It's a miracle we manage to survive.
It’s far too easy to hurt everyone.
And far too hard to forgive anyone.
It’s far too easy to hurt everyone.
And far too hard to forgive anyone.
It has always been the regular state of things. There is no clarity, no relief. At the end of all rationality, there is simply the need to decide and the faith to live through, to endure.
— Ken Liu, The Regular (2014)
Give as much as you can
Take as much as you need
Once men turned their thinking over to machines in the hope that this would set them free. But that only permitted other men with machines to enslave them.
– Frank Herbert, Dune (1965)
Do not offload your thought. If you’re not thinking, you’re not valuable.
Delegate thoughtless labors. Compiling, sorting, and formatting are ideal.
Retain analysis, decision, and creation. Do not trust anyone telling you otherwise
Rest when you’re tired
Eat when you’re hungry
Walk when you’re restless
Breathe when you’re anxious
Read when you’re stale
Talk when you’re troubled
As a freelancer, you may see AI as a way to increase how many paid projects you can get through in a month as those jobs don’t allow you to stretch your creative muscles anyway. Tight deadlines and fussy clients make creativity in design a luxury, which is why designing for yourself is often a necessary exercise to ensure your paid work continues to be fresh and fast.
As long as you’re maintaining your skills in other ways, you’re not neglecting the ones you rely on. You may even gain a new skill for those jobs that are more about getting it done than challenging yourself creatively.
If you want to get better at it, don’t use AI. The critical thinking (and failing) is the progress. When you’re using an AI, you’re not getting better at doing the thing, you’re getting better at using AI. It’s one thing to know what looks good, it’s another to create what looks good and while uncomfortable and time consuming, not getting the answer handed to you is what makes you better at it.
E.g. asking AI to rewrite my blog posts isn’t going to make me a better writer. Asking the AI for feedback or help learning about narrative structure may though…
If it’s a skill you don’t need, use AI. If you’re not good at something, never intend to develop that skill, need to get it done, and have no budget to hire someone to do it, then you should use AI.
E.g. creating supplement sketches for my TTRPGs. Drawing is something I would like to get better at, but I’m not at a place in life where I’m going to prioritize developing the skill. The sketches aren’t adding a lot to the game so I’m not going to pay someone to do it either. If by some miracle I ever had the opportunity to sell my sessions as a module, I’d pay someone to do it.
You can delegate, but there’s a cost. If you want to get something done fast and it’s one of your core skills, you can use AI, but know that every time you do you’re losing a little bit of the reinforcement that maintains the skill. It may not look any different to you but you can quickly find yourself in the role of manager rather than creative.
E.g. writing for loops has always been something we believed so simple we’d never forget. But after just a few years of using AI auto-complete, devs are already reporting they’re struggling to remember how.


◆ REQUIREMENT
Would you copy every record exactly as it stands and drop the pictures?

Items from a dataset
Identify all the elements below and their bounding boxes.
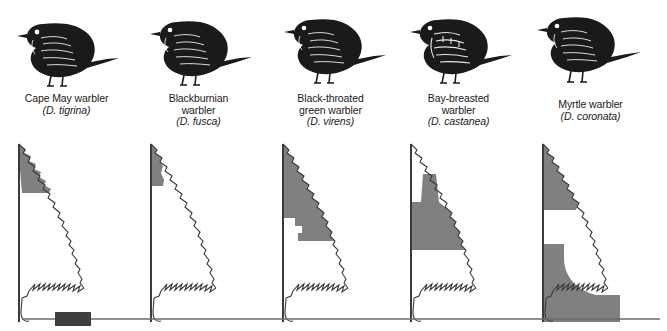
warbler-bird-icon [139,2,259,88]
species-column-cape-may: Cape May warbler (D. tigrina) [0,0,133,300]
warbler-bird-icon [7,2,127,88]
species-label-myrtle: Myrtle warbler (D. coronata) [524,99,657,122]
feeding-zone-shading [412,174,466,250]
feeding-zone-shading [151,144,164,186]
scientific-name: (D. fusca) [132,116,265,128]
bird-illustration-black-throated-green [264,2,397,90]
species-label-black-throated-green: Black-throated green warbler (D. virens) [264,93,397,128]
species-column-myrtle: Myrtle warbler (D. coronata) [524,0,657,300]
bird-illustration-bay-breasted [392,2,525,90]
species-label-cape-may: Cape May warbler (D. tigrina) [0,93,133,116]
bird-illustration-cape-may [0,2,133,90]
species-column-bay-breasted: Bay-breasted warbler (D. castanea) [392,0,525,300]
scientific-name: (D. castanea) [392,116,525,128]
common-name-line1: Cape May warbler [0,93,133,105]
scientific-name: (D. tigrina) [0,105,133,117]
warbler-bird-icon [271,2,391,88]
scale-marker [55,312,91,326]
baseline-group [0,300,667,331]
ground-line [0,300,667,331]
common-name-line1: Bay-breasted [392,93,525,105]
warbler-niche-figure: Cape May warbler (D. tigrina) [0,0,667,331]
bird-illustration-blackburnian [132,2,265,90]
species-column-blackburnian: Blackburnian warbler (D. fusca) [132,0,265,300]
scientific-name: (D. coronata) [524,111,657,123]
common-name-line1: Blackburnian [132,93,265,105]
species-label-blackburnian: Blackburnian warbler (D. fusca) [132,93,265,128]
warbler-bird-icon [528,2,653,88]
species-label-bay-breasted: Bay-breasted warbler (D. castanea) [392,93,525,128]
common-name-line1: Black-throated [264,93,397,105]
bird-illustration-myrtle [524,2,657,90]
species-column-black-throated-green: Black-throated green warbler (D. virens) [264,0,397,300]
common-name-line1: Myrtle warbler [524,99,657,111]
warbler-bird-icon [399,2,519,88]
scientific-name: (D. virens) [264,116,397,128]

◆ RESULT OF THIS TASK
Identify all the elements below and their bounding boxes.
warbler-bird-icon [139,2,259,88]
species-column-cape-may: Cape May warbler (D. tigrina) [0,0,133,300]
warbler-bird-icon [7,2,127,88]
species-label-myrtle: Myrtle warbler (D. coronata) [524,99,657,122]
feeding-zone-shading [412,174,466,250]
feeding-zone-shading [151,144,164,186]
scientific-name: (D. fusca) [132,116,265,128]
bird-illustration-black-throated-green [264,2,397,90]
species-label-black-throated-green: Black-throated green warbler (D. virens) [264,93,397,128]
species-column-myrtle: Myrtle warbler (D. coronata) [524,0,657,300]
bird-illustration-bay-breasted [392,2,525,90]
species-label-cape-may: Cape May warbler (D. tigrina) [0,93,133,116]
bird-illustration-cape-may [0,2,133,90]
species-column-bay-breasted: Bay-breasted warbler (D. castanea) [392,0,525,300]
scientific-name: (D. castanea) [392,116,525,128]
common-name-line1: Cape May warbler [0,93,133,105]
scientific-name: (D. tigrina) [0,105,133,117]
warbler-bird-icon [271,2,391,88]
scale-marker [55,312,91,326]
baseline-group [0,300,667,331]
ground-line [0,300,667,331]
common-name-line1: Bay-breasted [392,93,525,105]
warbler-niche-figure: Cape May warbler (D. tigrina) [0,0,667,331]
bird-illustration-blackburnian [132,2,265,90]
species-column-blackburnian: Blackburnian warbler (D. fusca) [132,0,265,300]
scientific-name: (D. coronata) [524,111,657,123]
common-name-line1: Blackburnian [132,93,265,105]
species-label-blackburnian: Blackburnian warbler (D. fusca) [132,93,265,128]
warbler-bird-icon [528,2,653,88]
species-label-bay-breasted: Bay-breasted warbler (D. castanea) [392,93,525,128]
common-name-line1: Black-throated [264,93,397,105]
bird-illustration-myrtle [524,2,657,90]
species-column-black-throated-green: Black-throated green warbler (D. virens) [264,0,397,300]
common-name-line1: Myrtle warbler [524,99,657,111]
warbler-bird-icon [399,2,519,88]
scientific-name: (D. virens) [264,116,397,128]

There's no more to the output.